In the passages above quoted it is used alone, and evidently signifies any kind of little bird, whether it be a sparrow or not. Allusion is made by our Lord to a custom, which has survived to the present day, of exposing for sale in the markets the bodies of little birds. They are stripped of their feathers, and spitted together in rows, just as are larks in this country, and always have a large sale. Various birds are sold in this manner, little if any distinction being made between them, save perhaps in respect of size, the larger species commanding a higher price than the small birds. In fact, they are arranged exactly after the manner in which the Orientals sell their "kabobs," i.e. little pieces of meat pierced by wooden skewers.
It is evident that to supply such a market it is necessary that the birds should be of a tolerably gregarious nature, so that a considerable number can be caught at a time. Nets were employed for this purpose, and we may safely infer that the forms of the nets and the methods of using them were identical with those which are employed in the same country at the present day.
It is rather curious that the mode of bird-catching which is familiar to us under the name of bat-fowling is employed in the East. The fowlers supply themselves with a large net supported on two sticks, and, taking a lantern with them fastened to the top of a pole, they sally out at night to the places where the small birds sleep.
Raising the net on its sticks, they lift it to the requisite height, and hold the lantern exactly opposite to it, so as to place the net between the birds and the lantern. The roosting-places are then beaten with sticks or pelted with stones, so as to awaken the sleeping birds. Startled by the sudden noise, they dash from their roosts, instinctively make towards the light, and so fall into the net. Bird-catching with nets is several times mentioned in the Old Testament, but in the New the net is only alluded to as used for taking fish.
Beside the net, several other modes of bird-catching were used by the ancient Jews, just as is the case at the present day. Boys, for example, who catch birds for their own consumption, and not for the market, can do so by means of various traps, most of which are made on the principle of the noose, or snare. Sometimes a great number of hair-nooses are set in places to which the birds are decoyed, so that in hopping about many of them are sure to become entangled in the snares. Sometimes the noose is ingeniously suspended in a narrow passage which the birds are likely to traverse, and sometimes a simple fall-trap is employed.
To these nooses many allusions are made in the Scriptures. See, for example, Ps. cxxiv. 7: "Our soul is escaped as a bird (tzippor) out of the snare of the fowlers: the snare is broken, and we are escaped." Also Prov. vii. 23: "He goeth after her straightway, as an ox goeth to the slaughter ... as a bird hasteneth to the snare, and knoweth not that it is for his life." There is one passage in Ecclesiastes, where both the fishing-net and the snare are mentioned in connexion with each other: "For man knoweth not his time: as the fishes that are taken in an evil net, and as the birds that are caught in the snare; so are the sons of men snared in an evil time, when it falleth suddenly upon them" (ix. 12).
Allusion is also made to the snare by the prophet Amos in one of the passages where his rough, homely diction rises by successive steps into sublimity: "Can a bird fall in a snare upon the earth, where no gin is for him? shall one take up a snare from the earth, and have taken nothing at all?" (iii. 5.)
So common was the use of the snare that it was frequently used as a familiar image by the sacred writers. "How long shall this man be a snare to us?" said Pharaoh's servants of Moses, through whom the waters of the sacred river had been polluted, and various other plagues had come upon the Egyptians. Idols are called snares in many parts of the Scriptures, and so is the society of the wicked. A forcible use of this image was made by Saul when he found that his daughter Michal loved David: "And Saul said, I will give him her, that she may be a snare to him, and that the hand of the Philistines may be against him" (1 Sam. xviii. 21). His device, or snare, not only failed, but, as we learn in the succeeding chapter, verses 11-16, David was "delivered from the snare of the fowler," by the very means which had been employed for entrapping him.
We now pass to another division of the subject. In Ps. lxxxiv. 1-3, we come upon a passage in which the Sparrow is again mentioned: "How amiable are Thy tabernacles, O Lord of hosts!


#### [YOUR TASK]
With the pictures left out, restate every entry word for word.

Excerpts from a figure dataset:
*** Begin section ***
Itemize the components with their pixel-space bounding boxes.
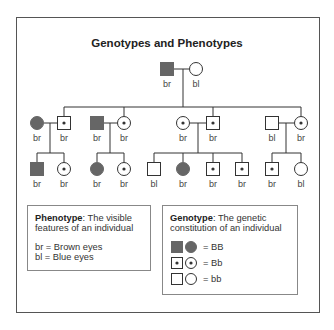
carrier-dot-icon — [299, 121, 302, 124]
carrier-dot-icon — [211, 121, 214, 124]
phenotype-label: bl — [268, 133, 275, 143]
carrier-dot-icon — [270, 167, 273, 170]
homozygous-dominant-symbols-icon — [170, 240, 200, 254]
genotype-heading: Genotype — [170, 213, 213, 223]
pedigree-individual: br — [91, 117, 104, 144]
phenotype-label: br — [268, 179, 276, 189]
female-BB-symbol-icon — [186, 242, 197, 253]
carrier-dot-icon — [62, 121, 65, 124]
pedigree-individual: bl — [266, 117, 279, 144]
pedigree-individual: br — [31, 163, 44, 190]
male-BB-symbol-icon — [161, 63, 174, 76]
genotype-key-label: = bb — [203, 274, 221, 284]
male-BB-symbol-icon — [91, 117, 104, 130]
phenotype-label: br — [60, 133, 68, 143]
carrier-dot-icon — [175, 261, 178, 264]
carrier-dot-icon — [62, 167, 65, 170]
phenotype-label: br — [209, 133, 217, 143]
female-BB-symbol-icon — [31, 117, 44, 130]
phenotype-label: br — [209, 179, 217, 189]
generation-3: brbrbrbrblbrbrbrbrbl — [31, 163, 308, 190]
genotype-key-heterozygous: = Bb — [170, 255, 297, 271]
pedigree-individual: br — [31, 117, 44, 144]
pedigree-individual: bl — [148, 163, 161, 190]
phenotype-label: br — [33, 179, 41, 189]
female-bb-symbol-icon — [295, 163, 308, 176]
pedigree-individual: br — [295, 117, 308, 144]
carrier-dot-icon — [189, 261, 192, 264]
phenotype-label: br — [179, 133, 187, 143]
carrier-dot-icon — [181, 121, 184, 124]
phenotype-label: bl — [192, 79, 199, 89]
genotype-key-label: = Bb — [203, 258, 222, 268]
female-BB-symbol-icon — [91, 163, 104, 176]
pedigree-individual: br — [266, 163, 279, 190]
pedigree-individual: br — [91, 163, 104, 190]
pedigree-individual: br — [177, 117, 190, 144]
phenotype-key-brown: br = Brown eyes — [35, 242, 150, 252]
phenotype-label: br — [120, 133, 128, 143]
pedigree-individual: br — [207, 117, 220, 144]
male-bb-symbol-icon — [172, 274, 183, 285]
pedigree-individual: br — [207, 163, 220, 190]
male-bb-symbol-icon — [266, 117, 279, 130]
pedigree-individual: br — [58, 163, 71, 190]
pedigree-individual: br — [118, 163, 131, 190]
pedigree-individual: br — [118, 117, 131, 144]
phenotype-label: br — [33, 133, 41, 143]
phenotype-label: br — [93, 133, 101, 143]
phenotype-label: br — [163, 79, 171, 89]
phenotype-legend-box: Phenotype: The visible features of an in… — [27, 205, 151, 271]
pedigree-individual: br — [177, 163, 190, 190]
genotype-definition: Genotype: The genetic constitution of an… — [170, 213, 297, 233]
phenotype-label: br — [120, 179, 128, 189]
male-bb-symbol-icon — [148, 163, 161, 176]
genotype-key-homozygous-dominant: = BB — [170, 239, 297, 255]
phenotype-label: br — [238, 179, 246, 189]
female-BB-symbol-icon — [177, 163, 190, 176]
carrier-dot-icon — [122, 167, 125, 170]
phenotype-label: br — [93, 179, 101, 189]
pedigree-individual: br — [58, 117, 71, 144]
phenotype-definition: Phenotype: The visible features of an in… — [35, 213, 150, 233]
homozygous-recessive-symbols-icon — [170, 272, 200, 286]
phenotype-label: br — [297, 133, 305, 143]
female-bb-symbol-icon — [190, 63, 203, 76]
genotype-legend-box: Genotype: The genetic constitution of an… — [162, 205, 298, 295]
genotype-key-homozygous-recessive: = bb — [170, 271, 297, 287]
phenotype-label: bl — [297, 179, 304, 189]
male-BB-symbol-icon — [172, 242, 183, 253]
phenotype-label: br — [60, 179, 68, 189]
female-bb-symbol-icon — [186, 274, 197, 285]
carrier-dot-icon — [240, 167, 243, 170]
generation-2: brbrbrbrbrbrblbr — [31, 117, 308, 144]
phenotype-label: bl — [150, 179, 157, 189]
generation-1: brbl — [161, 63, 203, 90]
phenotype-heading: Phenotype — [35, 213, 83, 223]
carrier-dot-icon — [211, 167, 214, 170]
phenotype-label: br — [179, 179, 187, 189]
pedigree-individual: br — [161, 63, 174, 90]
male-BB-symbol-icon — [31, 163, 44, 176]
pedigree-individual: bl — [295, 163, 308, 190]
heterozygous-symbols-icon — [170, 256, 200, 270]
phenotype-key-blue: bl = Blue eyes — [35, 252, 150, 262]
genotype-key-label: = BB — [203, 242, 223, 252]
carrier-dot-icon — [122, 121, 125, 124]
pedigree-individual: bl — [190, 63, 203, 90]
pedigree-individual: br — [236, 163, 249, 190]
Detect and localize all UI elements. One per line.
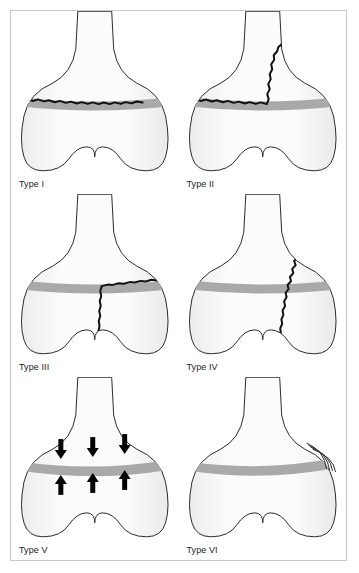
panel-grid: Type I Type II xyxy=(11,11,346,560)
panel-label-type-5: Type V xyxy=(19,546,48,555)
panel-label-type-4: Type IV xyxy=(187,363,218,372)
bone-outline-shape xyxy=(21,377,168,537)
bone-illustration-type-2 xyxy=(179,11,347,194)
panel-type-3: Type III xyxy=(11,194,179,377)
bone-outline-shape xyxy=(189,377,336,537)
bone-illustration-type-4 xyxy=(179,194,347,377)
panel-label-type-3: Type III xyxy=(19,363,49,372)
panel-label-type-2: Type II xyxy=(187,180,215,189)
figure-frame: Type I Type II xyxy=(10,10,347,561)
panel-type-5: Type V xyxy=(11,377,179,560)
bone-outline-shape xyxy=(21,194,168,354)
panel-type-4: Type IV xyxy=(179,194,347,377)
bone-illustration-type-3 xyxy=(11,194,179,377)
panel-label-type-6: Type VI xyxy=(187,546,218,555)
bone-outline-shape xyxy=(189,11,336,171)
panel-type-6: Type VI xyxy=(179,377,347,560)
bone-illustration-type-6 xyxy=(179,377,347,560)
panel-type-1: Type I xyxy=(11,11,179,194)
panel-label-type-1: Type I xyxy=(19,180,44,189)
bone-outline-shape xyxy=(189,194,336,354)
panel-type-2: Type II xyxy=(179,11,347,194)
bone-illustration-type-5 xyxy=(11,377,179,560)
bone-outline-shape xyxy=(21,11,168,171)
bone-illustration-type-1 xyxy=(11,11,179,194)
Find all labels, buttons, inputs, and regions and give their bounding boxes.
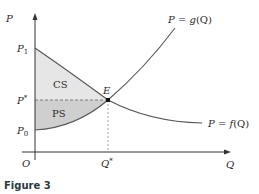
producer-surplus-region	[35, 100, 108, 130]
demand-curve-label: P = f(Q)	[207, 118, 249, 129]
p-star-label: P*	[16, 94, 28, 106]
p0-label: P0	[16, 125, 28, 138]
q-star-label: Q*	[101, 157, 113, 169]
equilibrium-point	[106, 98, 110, 102]
x-axis-label: Q	[226, 159, 234, 170]
equilibrium-label: E	[102, 85, 111, 96]
figure-caption: Figure 3	[4, 180, 51, 191]
supply-curve-label: P = g(Q)	[167, 14, 212, 25]
p1-label: P1	[16, 43, 28, 56]
surplus-diagram: P Q O P1 P* P0 Q* E CS PS P = g(Q) P = f…	[0, 0, 259, 194]
ps-label: PS	[52, 108, 66, 119]
x-axis-arrow-icon	[224, 150, 231, 155]
origin-label: O	[22, 158, 30, 169]
y-axis-label: P	[5, 13, 13, 24]
y-axis-arrow-icon	[33, 13, 38, 20]
cs-label: CS	[53, 79, 68, 90]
*** End section ***
#### [RESPONSE TO THIS EXERCISE]
Itemize the components with their pixel-space bounding boxes.
carrier-dot-icon — [299, 121, 302, 124]
carrier-dot-icon — [211, 121, 214, 124]
phenotype-label: bl — [268, 133, 275, 143]
carrier-dot-icon — [270, 167, 273, 170]
homozygous-dominant-symbols-icon — [170, 240, 200, 254]
genotype-heading: Genotype — [170, 213, 213, 223]
pedigree-individual: br — [91, 117, 104, 144]
phenotype-label: br — [268, 179, 276, 189]
female-BB-symbol-icon — [186, 242, 197, 253]
carrier-dot-icon — [62, 121, 65, 124]
pedigree-individual: bl — [266, 117, 279, 144]
pedigree-individual: br — [31, 163, 44, 190]
male-BB-symbol-icon — [161, 63, 174, 76]
genotype-key-label: = bb — [203, 274, 221, 284]
male-BB-symbol-icon — [91, 117, 104, 130]
phenotype-label: br — [60, 133, 68, 143]
carrier-dot-icon — [175, 261, 178, 264]
carrier-dot-icon — [62, 167, 65, 170]
phenotype-label: br — [209, 133, 217, 143]
female-BB-symbol-icon — [31, 117, 44, 130]
phenotype-label: br — [209, 179, 217, 189]
generation-3: brbrbrbrblbrbrbrbrbl — [31, 163, 308, 190]
genotype-key-heterozygous: = Bb — [170, 255, 297, 271]
pedigree-individual: br — [31, 117, 44, 144]
pedigree-individual: bl — [148, 163, 161, 190]
phenotype-label: br — [33, 179, 41, 189]
female-bb-symbol-icon — [295, 163, 308, 176]
pedigree-individual: br — [295, 117, 308, 144]
carrier-dot-icon — [189, 261, 192, 264]
phenotype-label: br — [179, 133, 187, 143]
carrier-dot-icon — [181, 121, 184, 124]
phenotype-label: bl — [192, 79, 199, 89]
genotype-key-label: = Bb — [203, 258, 222, 268]
female-BB-symbol-icon — [91, 163, 104, 176]
pedigree-individual: br — [266, 163, 279, 190]
pedigree-individual: br — [91, 163, 104, 190]
pedigree-individual: br — [177, 117, 190, 144]
phenotype-key-brown: br = Brown eyes — [35, 242, 150, 252]
phenotype-label: br — [120, 133, 128, 143]
pedigree-individual: br — [207, 117, 220, 144]
male-bb-symbol-icon — [172, 274, 183, 285]
pedigree-individual: br — [207, 163, 220, 190]
male-bb-symbol-icon — [266, 117, 279, 130]
pedigree-individual: br — [58, 163, 71, 190]
pedigree-individual: br — [118, 163, 131, 190]
pedigree-individual: br — [118, 117, 131, 144]
phenotype-label: br — [33, 133, 41, 143]
phenotype-label: br — [93, 133, 101, 143]
phenotype-label: br — [163, 79, 171, 89]
phenotype-legend-box: Phenotype: The visible features of an in… — [27, 205, 151, 271]
pedigree-individual: br — [177, 163, 190, 190]
genotype-definition: Genotype: The genetic constitution of an… — [170, 213, 297, 233]
phenotype-label: br — [120, 179, 128, 189]
male-bb-symbol-icon — [148, 163, 161, 176]
genotype-key-homozygous-dominant: = BB — [170, 239, 297, 255]
phenotype-label: br — [238, 179, 246, 189]
female-BB-symbol-icon — [177, 163, 190, 176]
carrier-dot-icon — [122, 167, 125, 170]
phenotype-label: br — [93, 179, 101, 189]
pedigree-individual: br — [58, 117, 71, 144]
phenotype-definition: Phenotype: The visible features of an in… — [35, 213, 150, 233]
homozygous-recessive-symbols-icon — [170, 272, 200, 286]
phenotype-label: br — [297, 133, 305, 143]
female-bb-symbol-icon — [190, 63, 203, 76]
genotype-legend-box: Genotype: The genetic constitution of an… — [162, 205, 298, 295]
genotype-key-homozygous-recessive: = bb — [170, 271, 297, 287]
phenotype-label: bl — [297, 179, 304, 189]
male-BB-symbol-icon — [172, 242, 183, 253]
phenotype-label: br — [60, 179, 68, 189]
female-bb-symbol-icon — [186, 274, 197, 285]
carrier-dot-icon — [240, 167, 243, 170]
generation-2: brbrbrbrbrbrblbr — [31, 117, 308, 144]
phenotype-label: bl — [150, 179, 157, 189]
generation-1: brbl — [161, 63, 203, 90]
phenotype-heading: Phenotype — [35, 213, 83, 223]
carrier-dot-icon — [211, 167, 214, 170]
phenotype-label: br — [179, 179, 187, 189]
pedigree-individual: br — [161, 63, 174, 90]
male-BB-symbol-icon — [31, 163, 44, 176]
pedigree-individual: bl — [295, 163, 308, 190]
heterozygous-symbols-icon — [170, 256, 200, 270]
phenotype-key-blue: bl = Blue eyes — [35, 252, 150, 262]
genotype-key-label: = BB — [203, 242, 223, 252]
carrier-dot-icon — [122, 121, 125, 124]
pedigree-individual: bl — [190, 63, 203, 90]
pedigree-individual: br — [236, 163, 249, 190]
Detect and localize all UI elements. One per line.
panel-grid: Type I Type II xyxy=(11,11,346,560)
panel-label-type-5: Type V xyxy=(19,546,48,555)
panel-label-type-4: Type IV xyxy=(187,363,218,372)
bone-outline-shape xyxy=(21,377,168,537)
bone-illustration-type-2 xyxy=(179,11,347,194)
panel-type-3: Type III xyxy=(11,194,179,377)
bone-outline-shape xyxy=(189,377,336,537)
bone-illustration-type-4 xyxy=(179,194,347,377)
panel-label-type-3: Type III xyxy=(19,363,49,372)
panel-label-type-2: Type II xyxy=(187,180,215,189)
figure-frame: Type I Type II xyxy=(10,10,347,561)
panel-type-5: Type V xyxy=(11,377,179,560)
bone-outline-shape xyxy=(21,194,168,354)
panel-type-4: Type IV xyxy=(179,194,347,377)
bone-illustration-type-3 xyxy=(11,194,179,377)
panel-label-type-6: Type VI xyxy=(187,546,218,555)
bone-outline-shape xyxy=(189,11,336,171)
panel-type-6: Type VI xyxy=(179,377,347,560)
bone-illustration-type-6 xyxy=(179,377,347,560)
panel-type-1: Type I xyxy=(11,11,179,194)
panel-label-type-1: Type I xyxy=(19,180,44,189)
bone-outline-shape xyxy=(189,194,336,354)
panel-type-2: Type II xyxy=(179,11,347,194)
bone-illustration-type-5 xyxy=(11,377,179,560)
bone-outline-shape xyxy=(21,11,168,171)
bone-illustration-type-1 xyxy=(11,11,179,194)
Find all labels, buttons, inputs, and regions and give their bounding boxes.
producer-surplus-region	[35, 100, 108, 130]
demand-curve-label: P = f(Q)	[207, 118, 249, 129]
p-star-label: P*	[16, 94, 28, 106]
p0-label: P0	[16, 125, 28, 138]
q-star-label: Q*	[101, 157, 113, 169]
equilibrium-point	[106, 98, 110, 102]
x-axis-label: Q	[226, 159, 234, 170]
equilibrium-label: E	[102, 85, 111, 96]
figure-caption: Figure 3	[4, 180, 51, 191]
supply-curve-label: P = g(Q)	[167, 14, 212, 25]
p1-label: P1	[16, 43, 28, 56]
surplus-diagram: P Q O P1 P* P0 Q* E CS PS P = g(Q) P = f…	[0, 0, 259, 194]
ps-label: PS	[52, 108, 66, 119]
x-axis-arrow-icon	[224, 150, 231, 155]
origin-label: O	[22, 158, 30, 169]
y-axis-label: P	[5, 13, 13, 24]
y-axis-arrow-icon	[33, 13, 38, 20]
cs-label: CS	[53, 79, 68, 90]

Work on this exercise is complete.